Given that I am still in the process of analyzing data from my dissertation research, I have not yet finished drawing conclusions about maize production in the eastern Central Highlands and its implications for development and biodiversity conservation. At the same time, there are clear themes that have emerged over the course of my fieldwork and which resonate with existing interdisciplinary research. By far the most prominent are the interdependence of innovation and diversity, and their combined importance in agricultural production. Diversity, in terms of maize germplasm, cultivation strategies, and economic systems, is both a resource for and product of innovation in agricultural production, and is a primary source of resilience for small-scale farming households in the Amecameca Valley. A diverse set of perspectives, specialties, and lived experiences is also an obvious source of creativity and innovation among agricultural extension agents and scientific researchers. My research highlights that the strongest and most productive work environments are those that foster these forms of diversification.

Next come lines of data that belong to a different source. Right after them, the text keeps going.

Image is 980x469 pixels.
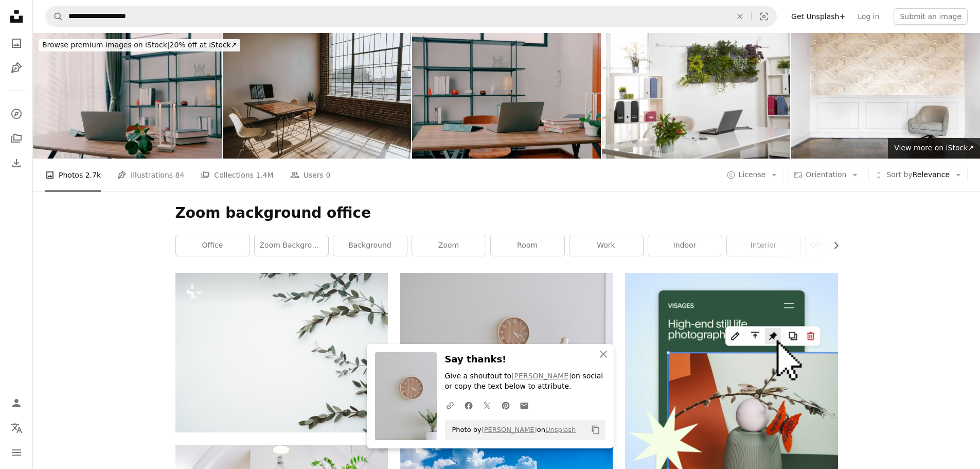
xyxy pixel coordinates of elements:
form: Find visuals sitewide [45,6,777,27]
a: Share over email [515,395,533,415]
span: Orientation [806,170,846,179]
a: Get Unsplash+ [785,8,851,25]
button: Copy to clipboard [587,421,605,439]
a: Collections 1.4M [200,159,273,192]
button: Orientation [788,167,864,183]
img: Table with Laptop and Studying Supplies, Ready for Upcoming Online Class. [412,33,600,159]
a: zoom background [255,236,328,256]
span: Browse premium images on iStock | [42,41,170,49]
a: Collections [6,128,27,149]
span: 84 [176,170,185,181]
a: Unsplash [545,426,576,433]
span: 1.4M [256,170,273,181]
h3: Say thanks! [445,352,605,367]
button: Menu [6,442,27,463]
a: zoom [412,236,486,256]
a: indoor [648,236,722,256]
a: room [491,236,564,256]
a: Download History [6,153,27,174]
img: Computer monitor on a wooden table [223,33,412,159]
button: License [721,167,784,183]
a: background [334,236,407,256]
a: office [176,236,250,256]
img: a white background with a bunch of green leaves [176,273,388,433]
span: License [738,170,766,179]
button: Visual search [751,7,776,26]
button: scroll list to the right [826,236,838,256]
button: Language [6,417,27,438]
span: 0 [325,170,330,181]
a: Illustrations 84 [117,159,184,192]
a: Share on Pinterest [496,395,515,415]
span: Relevance [886,170,950,180]
a: white desk lamp beside green plant [400,339,613,348]
a: work [570,236,643,256]
a: [PERSON_NAME] [482,426,537,433]
a: View more on iStock↗ [888,138,980,159]
p: Give a shoutout to on social or copy the text below to attribute. [445,371,605,391]
img: Gray chair in a room [791,33,980,159]
a: interior [727,236,800,256]
img: Table with Laptop and Studying Supplies, Ready for Upcoming Online Class. [33,33,222,159]
a: Share on Twitter [478,395,496,415]
a: Log in / Sign up [6,393,27,413]
button: Search Unsplash [46,7,63,26]
h1: Zoom background office [176,204,838,222]
a: Explore [6,104,27,124]
a: Share on Facebook [459,395,478,415]
span: 20% off at iStock ↗ [42,41,237,49]
button: Sort byRelevance [868,167,968,183]
a: Photos [6,33,27,54]
img: white desk lamp beside green plant [400,273,613,415]
a: Browse premium images on iStock|20% off at iStock↗ [33,33,246,58]
a: [PERSON_NAME] [511,371,571,380]
span: View more on iStock ↗ [894,144,974,152]
a: Users 0 [290,159,331,192]
a: a white background with a bunch of green leaves [176,348,388,357]
a: Illustrations [6,58,27,78]
a: office background [806,236,879,256]
span: Photo by on [447,422,576,438]
img: Working in a green office [602,33,791,159]
button: Clear [728,7,751,26]
a: Log in [851,8,885,25]
button: Submit an image [894,8,968,25]
span: Sort by [886,170,912,179]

What did you discover about gender and agriculture in Mexico?
The most important lessons that I learned about gender and agriculture, after over a year of fieldwork in Mexico’s Central Highlands, are for the most part not new discoveries at all. Decades and decades of extensive research has shown that gender is not merely one social factor among many, one that may or may not be relevant in a given situation. Rather, gender is a dominant social institution that is guaranteed to play a role in shaping agricultural outcomes, even though this process takes many different forms in different places. That Mexico, along with countries around the world, including the United States, currently has such a high degree of gender inequality has devastating consequences for those whose work is ignored or undervalued, and for agricultural production as a whole. Perhaps the new lesson offered by my research is that these very old patterns of inequality still persist today.
What types of changes (policy, research, etc.) do you think would help women and families in Mexico?
There must be public accountability for gender inequality and violence. The different types of gender injustice occurring in Mexico today are not equivalent, but invisible women farmers, gender discrimination in the workplace, and femicide are all products of a society that systematically devalues women’s work and their lives. This is not a problem that is caused by individuals acting alone, nor is it one that can be solved at the individual level; public policy must be held responsible for the fact that gender inequality continues to increase in the face of economic restructuring and global climate change. One important starting point, that is also an important part of any ongoing solution, would be for researchers and policymakers alike to listen carefully to the many women who are already struggling for change.
Finally, I’d like to express my heartfelt thanks to everyone who has worked with me in my research. I am indebted to all the farmers, extension agents, and researchers who graciously allowed me to interview them and to poke my nose into their lives. They do such important, inspiring work, and I look forward to building on these relationships in future research.